Washing dishes early Thursday morning in that soft mental state between dreaming and waking, I listened to Liz McNicholl's debut 2002 CD, Grand Central Station. There are soundtracks that belong to certain moments in our lives, and, in this case, early morning seemed just right. The Irish singer's voice is a gentle awakening, the first strokes of dawn filtering through the window shade. The previous night McNicholl and her group performed at SoNo Caffeine, and I arrived several clock strokes too late, but in time to see the crowd still bustling. For a coffee shop surrounded by jumping bars, they had pulled good numbers. McNicholl, I'm sure, had a lot to do with the turnout. Mixing traditional, popular and original songs, each track on the CD lifts with real emotional investment.

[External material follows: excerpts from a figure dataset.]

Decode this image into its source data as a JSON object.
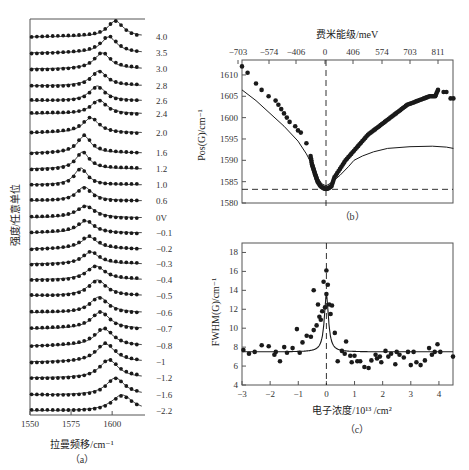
{
  "colors": {
    "ink": "#1a1a1a",
    "axis": "#555555",
    "background": "#ffffff"
  },
  "chart_data": [
    {
      "id": "a",
      "type": "line",
      "title": "",
      "caption": "（a）",
      "xlabel": "拉曼频移/cm⁻¹",
      "ylabel": "强度/任意单位",
      "xlim": [
        1550,
        1620
      ],
      "xticks": [
        1550,
        1575,
        1600
      ],
      "series_labels": [
        "4.0",
        "3.5",
        "3.0",
        "2.8",
        "2.6",
        "2.4",
        "2.0",
        "1.6",
        "1.2",
        "1.0",
        "0.6",
        "0V",
        "−0.1",
        "−0.2",
        "−0.3",
        "−0.4",
        "−0.5",
        "−0.6",
        "−0.7",
        "−0.8",
        "−1",
        "−1.2",
        "−1.6",
        "−2.2"
      ],
      "label_y": [
        37,
        53,
        69,
        86,
        101,
        114,
        133,
        153,
        169,
        185,
        201,
        218,
        233,
        249,
        264,
        280,
        296,
        313,
        329,
        346,
        362,
        378,
        395,
        411
      ],
      "peak_positions_cm": [
        1582,
        1588,
        1591,
        1593,
        1595,
        1596,
        1598,
        1599,
        1600,
        1601,
        1602,
        1603,
        1604,
        1605,
        1606,
        1608
      ],
      "series_peak_cm": [
        1602,
        1598,
        1594,
        1592,
        1591,
        1592,
        1587,
        1583,
        1582,
        1581,
        1583,
        1584,
        1584,
        1586,
        1587,
        1590,
        1591,
        1592,
        1593,
        1595,
        1596,
        1598,
        1602,
        1606
      ],
      "series_width_cm": [
        6,
        6,
        6,
        6,
        6,
        6,
        6,
        5,
        5,
        5,
        6,
        7,
        6,
        6,
        6,
        7,
        7,
        7,
        7,
        7,
        7,
        7,
        7,
        8
      ],
      "series_amplitude_px": [
        16,
        16,
        16,
        15,
        15,
        14,
        15,
        17,
        17,
        17,
        14,
        12,
        12,
        12,
        12,
        14,
        16,
        16,
        17,
        17,
        18,
        18,
        17,
        16
      ]
    },
    {
      "id": "b",
      "type": "scatter",
      "caption": "（b）",
      "title_top": "费米能级/meV",
      "ylabel": "Pos(G)/cm⁻¹",
      "ylim": [
        1580,
        1613.5
      ],
      "yticks": [
        1580,
        1585,
        1590,
        1595,
        1600,
        1605,
        1610
      ],
      "top_xtick_labels": [
        "−703",
        "−574",
        "−406",
        "0",
        "406",
        "574",
        "703",
        "811"
      ],
      "top_xtick_px": [
        238,
        269,
        296,
        325,
        353,
        382,
        410,
        438
      ],
      "reference_hline": 1583.2,
      "reference_vline_label": "0",
      "scatter_points_pos_cm": [
        [
          -3.0,
          1612
        ],
        [
          -2.8,
          1610.5
        ],
        [
          -2.5,
          1608
        ],
        [
          -2.3,
          1606.5
        ],
        [
          -2.05,
          1605
        ],
        [
          -1.8,
          1604
        ],
        [
          -1.7,
          1603
        ],
        [
          -1.6,
          1602
        ],
        [
          -1.5,
          1601
        ],
        [
          -1.4,
          1600
        ],
        [
          -1.3,
          1599
        ],
        [
          -1.1,
          1598
        ],
        [
          -1.0,
          1597
        ],
        [
          -0.9,
          1596.5
        ],
        [
          -0.7,
          1594
        ],
        [
          -0.55,
          1591
        ],
        [
          -0.5,
          1589
        ],
        [
          -0.45,
          1588
        ],
        [
          -0.4,
          1587
        ],
        [
          -0.35,
          1586
        ],
        [
          -0.3,
          1585
        ],
        [
          -0.2,
          1584
        ],
        [
          -0.1,
          1583.5
        ],
        [
          0.0,
          1583.3
        ],
        [
          0.1,
          1583.5
        ],
        [
          0.2,
          1584
        ],
        [
          0.3,
          1586
        ],
        [
          0.5,
          1588
        ],
        [
          0.7,
          1590
        ],
        [
          0.9,
          1591.5
        ],
        [
          1.1,
          1593
        ],
        [
          1.3,
          1594.5
        ],
        [
          1.5,
          1596
        ],
        [
          1.7,
          1597
        ],
        [
          1.9,
          1598
        ],
        [
          2.1,
          1599
        ],
        [
          2.3,
          1600
        ],
        [
          2.5,
          1601
        ],
        [
          2.7,
          1602
        ],
        [
          2.9,
          1603
        ],
        [
          3.1,
          1603.5
        ],
        [
          3.3,
          1604
        ],
        [
          3.5,
          1604.5
        ],
        [
          3.7,
          1605
        ],
        [
          3.9,
          1605
        ],
        [
          4.0,
          1606.5
        ],
        [
          4.2,
          1606
        ],
        [
          4.3,
          1606
        ],
        [
          4.45,
          1604.5
        ],
        [
          4.55,
          1604.5
        ]
      ],
      "theory_curve": [
        [
          -3.0,
          1606.5
        ],
        [
          -2.5,
          1604
        ],
        [
          -2.0,
          1601
        ],
        [
          -1.5,
          1598
        ],
        [
          -1.0,
          1594.5
        ],
        [
          -0.7,
          1591.5
        ],
        [
          -0.5,
          1589
        ],
        [
          -0.3,
          1586
        ],
        [
          -0.15,
          1584.5
        ],
        [
          0,
          1584
        ],
        [
          0.2,
          1584.8
        ],
        [
          0.5,
          1586.5
        ],
        [
          0.8,
          1588.5
        ],
        [
          1.0,
          1590
        ],
        [
          1.3,
          1591
        ],
        [
          1.7,
          1592
        ],
        [
          2.2,
          1592.8
        ],
        [
          3.0,
          1593.2
        ],
        [
          3.8,
          1593.3
        ],
        [
          4.3,
          1593.1
        ],
        [
          4.55,
          1592.8
        ]
      ]
    },
    {
      "id": "c",
      "type": "scatter",
      "caption": "（c）",
      "xlabel": "电子浓度/10¹³ /cm²",
      "ylabel": "FWHM(G)/cm⁻¹",
      "xlim": [
        -3,
        4.5
      ],
      "ylim": [
        4,
        19
      ],
      "xticks": [
        -3,
        -2,
        -1,
        0,
        1,
        2,
        3,
        4
      ],
      "xtick_labels": [
        "−3",
        "−2",
        "−1",
        "0",
        "1",
        "2",
        "3",
        "4"
      ],
      "yticks": [
        4,
        6,
        8,
        10,
        12,
        14,
        16,
        18
      ],
      "baseline_fwhm": 7.5,
      "scatter_points": [
        [
          -2.95,
          7.7
        ],
        [
          -2.75,
          7.3
        ],
        [
          -2.55,
          7.5
        ],
        [
          -2.3,
          8.2
        ],
        [
          -2.05,
          8.1
        ],
        [
          -1.85,
          7.2
        ],
        [
          -1.8,
          7.5
        ],
        [
          -1.65,
          6.5
        ],
        [
          -1.5,
          8.0
        ],
        [
          -1.4,
          7.4
        ],
        [
          -1.2,
          7.9
        ],
        [
          -1.05,
          9.9
        ],
        [
          -0.95,
          7.4
        ],
        [
          -0.85,
          8.5
        ],
        [
          -0.7,
          9.2
        ],
        [
          -0.55,
          9.1
        ],
        [
          -0.45,
          14.0
        ],
        [
          -0.45,
          9.8
        ],
        [
          -0.35,
          10.3
        ],
        [
          -0.3,
          12.5
        ],
        [
          -0.25,
          11.2
        ],
        [
          -0.2,
          10.9
        ],
        [
          -0.15,
          11.8
        ],
        [
          -0.1,
          14.9
        ],
        [
          -0.05,
          12.2
        ],
        [
          0.0,
          16.1
        ],
        [
          0.0,
          13.6
        ],
        [
          0.05,
          14.6
        ],
        [
          0.1,
          12.5
        ],
        [
          0.15,
          11.5
        ],
        [
          0.2,
          12.4
        ],
        [
          0.3,
          9.5
        ],
        [
          0.4,
          6.5
        ],
        [
          0.55,
          7.6
        ],
        [
          0.65,
          7.3
        ],
        [
          0.7,
          8.6
        ],
        [
          0.85,
          7.1
        ],
        [
          0.9,
          6.4
        ],
        [
          1.0,
          7.1
        ],
        [
          1.1,
          6.5
        ],
        [
          1.2,
          6.5
        ],
        [
          1.35,
          5.9
        ],
        [
          1.5,
          5.8
        ],
        [
          1.6,
          6.6
        ],
        [
          1.75,
          7.2
        ],
        [
          1.8,
          6.8
        ],
        [
          1.9,
          7.0
        ],
        [
          1.95,
          6.4
        ],
        [
          2.1,
          7.6
        ],
        [
          2.2,
          7.0
        ],
        [
          2.3,
          7.3
        ],
        [
          2.45,
          6.2
        ],
        [
          2.5,
          7.5
        ],
        [
          2.6,
          7.2
        ],
        [
          2.75,
          6.9
        ],
        [
          2.9,
          7.5
        ],
        [
          3.0,
          6.1
        ],
        [
          3.1,
          7.5
        ],
        [
          3.2,
          6.4
        ],
        [
          3.35,
          6.1
        ],
        [
          3.5,
          6.6
        ],
        [
          3.65,
          7.9
        ],
        [
          3.75,
          7.2
        ],
        [
          3.85,
          7.5
        ],
        [
          3.95,
          8.3
        ],
        [
          4.05,
          7.5
        ],
        [
          4.5,
          7.0
        ]
      ],
      "theory_peak": {
        "center": 0.0,
        "height": 13.5,
        "half_width": 0.09
      }
    }
  ]
}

It's the kind of sincerity I recognized immediately having sat through all those rounds of the Danbury Idol contest, when I became particularly attuned to the inflections and dynamics of a singer's voice. With McNicholl's lilt and subtlety, Stevie Nicks' "Landslide," is less rock and more lost love ballad, the Sarah McLaughlin song "Angel" is an out-and-out tearjerker swelling in fragile beauty, and Sting's "Fields of Gold" has been transformed into a wistful Irish song of the countryside.

Her originals, like the title track, "Grand Central Station," cross somewhere between country and Celtic. In that song, she makes commuting sound like a fabulous adventure, saying, "Seeing the city in a different light / Everything's gonna be OK / I wish I could bottle these feelings / Save it for those rainy days." The CD features a good many notable musicians whose instrumental touches add to McNicholl's guitar strumming, including Gabriel Donohue on everything from keyboard to slide guitar to banjo and Joannie Madden from Cherish the Ladies on tin whistle and flute. It's a shame, considering the music's softness, that a man living upstairs from SoNo Caffeine has been making a ruckus over noise levels. Apparently, he's been griping for some time, even though the cozy venue offers mostly acoustic acts who would be hard put to "turn it down." McNicholl said she'll have to consider whether or not to return there. As she remarked, focusing on the volume level became a bit distracting. Originally from Co. Meath, Ireland, but now living in Norwalk, McNicholl will certainly be playing other gigs in the area regardless, and, fortunately, on the CD, she didn't have to hold back at all.